I'd thought Jake had been healing the hole in me–or at least plugging it up, keeping it from hurting me so much. I'd been wrong. He'd just been carving out his own hole, so that I was now riddled through like Swiss cheese. I wondered why I didn't crumble into pieces.
Charlie was waiting on the porch. As I rolled to a stop, he walked out to meet me. "Billy called. He said you got in fight with Jake–said you were pretty upset," he explained as he opened my door for me.
Then he looked at my face. A kind of horrified recognition registered in his expression. I tried to feel my face from the inside out, to know what he was seeing. My face felt empty and cold, and I realized what it would remind him of.

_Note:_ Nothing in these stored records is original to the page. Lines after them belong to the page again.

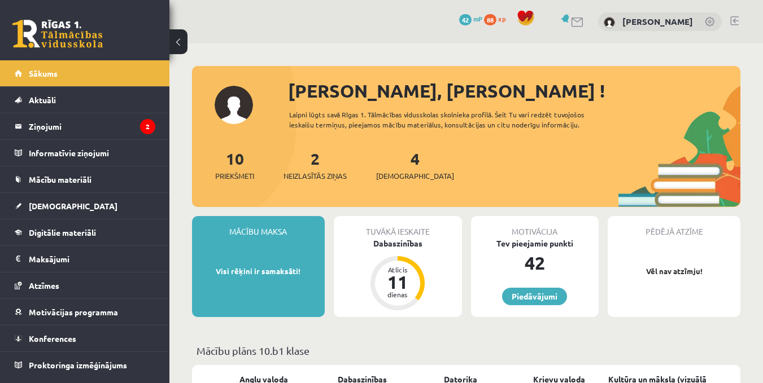  I want to click on div: Dabaszinības, so click(397, 243). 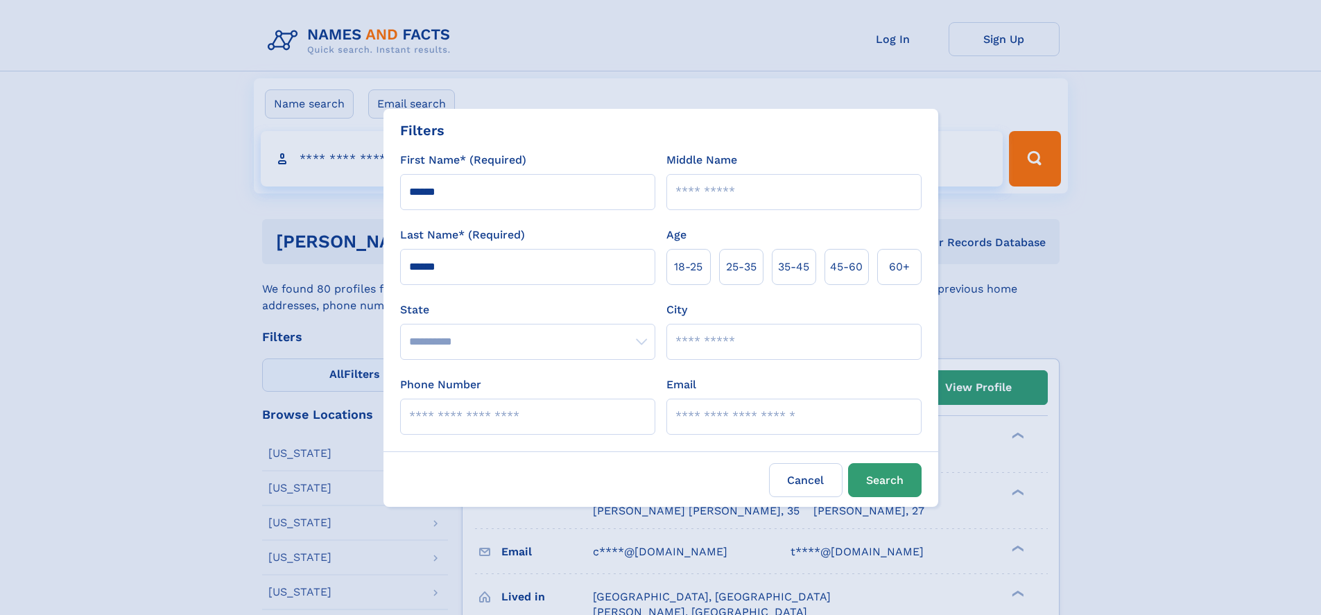 I want to click on span: 60+, so click(x=899, y=267).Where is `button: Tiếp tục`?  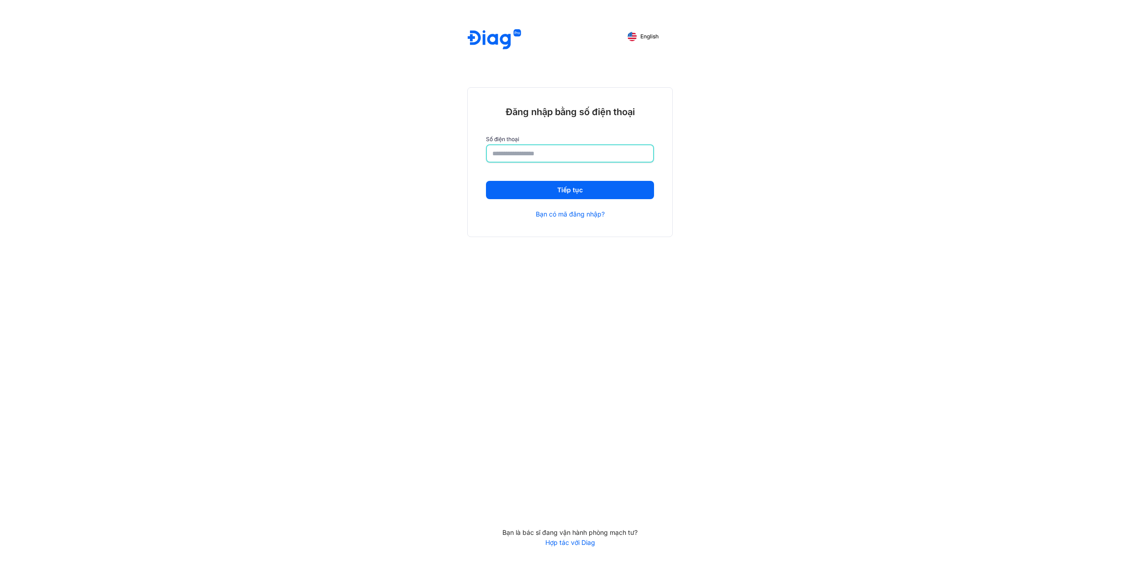
button: Tiếp tục is located at coordinates (570, 190).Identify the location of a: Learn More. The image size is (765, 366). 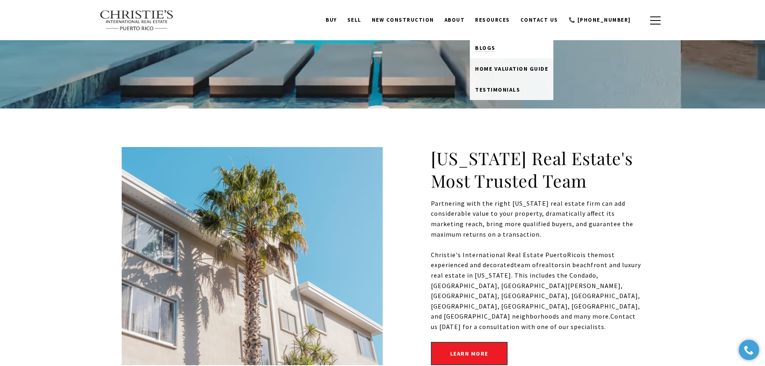
(469, 353).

"That's not exactly how it happened," I muttered. Charlie put his arm around me and helped me out of the car. He didn't comment on my sodden clothes.
"Then what did happen'" he asked when we were inside. He pulled the afghan off the back of the sofa as he spoke and wrapped it around my shoulders. I realized I was shivering still.
My voice was lifeless. "Sam Uley says Jacob can't be my friend anymore." Charlie shot me a strange look. "Who told you that?" "Jacob," I stated, though that wasn't exactly what he'd said. It was still true.
Charlie's eyebrows pulled together. "You really think there's something wrong with the Uley kid?"
"I know there is. Jacob wouldn't tell me what, though." I could hear the water from my clothes dripping to the floor and splashing on the linoleum. "I'm going to go change." Charlie was lost in thought. "Okay," he said absently.
I decided to take a shower because I was so cold, but the hot water didn't seem to affect the temperature of my skin. I was still freezing when I gave up and shut the water off. In the sudden quiet, I could hear Charlie talking to someone downstairs. I wrapped a towel around me, and cracked the bathroom door.
Charlie's voice was angry. "I'm not buying that. It doesn't make any sense." It was quiet then, and I realized he was on the phone. A minute passed. "Don't you put this on Bella!" Charlie suddenly shouted.
I jumped. When he spoke again, his voice was careful and lower. "Bella's made it very clear all along that she and Jacob were just friends… Well, if that was it, then why didn't you say so at first? No, Billy, I think she's right about this… Because I know my daughter, and if she says Jacob was scared before–" He was cut off mid-sentence, and when he answered he was almost shouting again.
"What do you mean I don't know my daughter as well as I think I do!" He listened for a brief second, and his response was almost too low for me to hear. "If you think I'm going to remind her about that, then you had better think again. She's only just starting to get over it, and mostly because of Jacob, I think. If whatever Jacob has going on with this Sam character sends her back into that depression, then Jacob is going to have to answer to me. You're my friend, Billy, but this is hurting my family."
There was another break for Billy to respond.
"You got that right–those boys set one toe out of line and I'm going to know about it. We'll be keeping an eye on the situation, you can be sure of that." He was no longer Charlie; he was Chief Swan now.
"Fine. Yeah. Goodbye." The phone slammed into the cradle. I tiptoed quickly across the hall into my room. Charlie was muttering angrily in the kitchen. So Billy was going to blame me. I was leading Jacob on and he'd finally had enough.
It was strange, for I'd feared that myself, but after the last thing Jacob had said this afternoon, I didn't believe it anymore. There was much more to this than an unrequited crush, and it surprised me that Billy would stoop to claiming that. It made me think that whatever secret they were keeping was bigger than I'd been imagining. At least Charlie was on my side now.
I put my pajamas on and crawled into bed. Life seemed dark enough at the moment chat I let myself cheat. The hole–holes now–were already aching, so why not? I pulled out the memory–nor a real memory that would hurt too much, but the false memory of Edward's voice in my mind this afternoon–and played it over and over in my head until I fell asleep with the tears still streaming calmly down my empty face.
It was a new dream tonight. Rain was falling and Jacob was walking soundlessly beside me, though beneath my feet the ground crunched like dry gravel. But he wasn't my Jacob; he was the new, bitter, graceful Jacob. The smooth suppleness of his walk reminded me of someone else, and, as I watched, his features started to change. The russet color of his skin leached away, leaving his face pale white like bone. His eyes turned gold, and then crimson, and then back to gold again. His shorn hair twisted in the breeze, turning bronze where the wind touched it. And his face became so beautiful that it shattered my heart. I reached for him, but he took a step away, raising his hands like a shield. And then Edward vanished.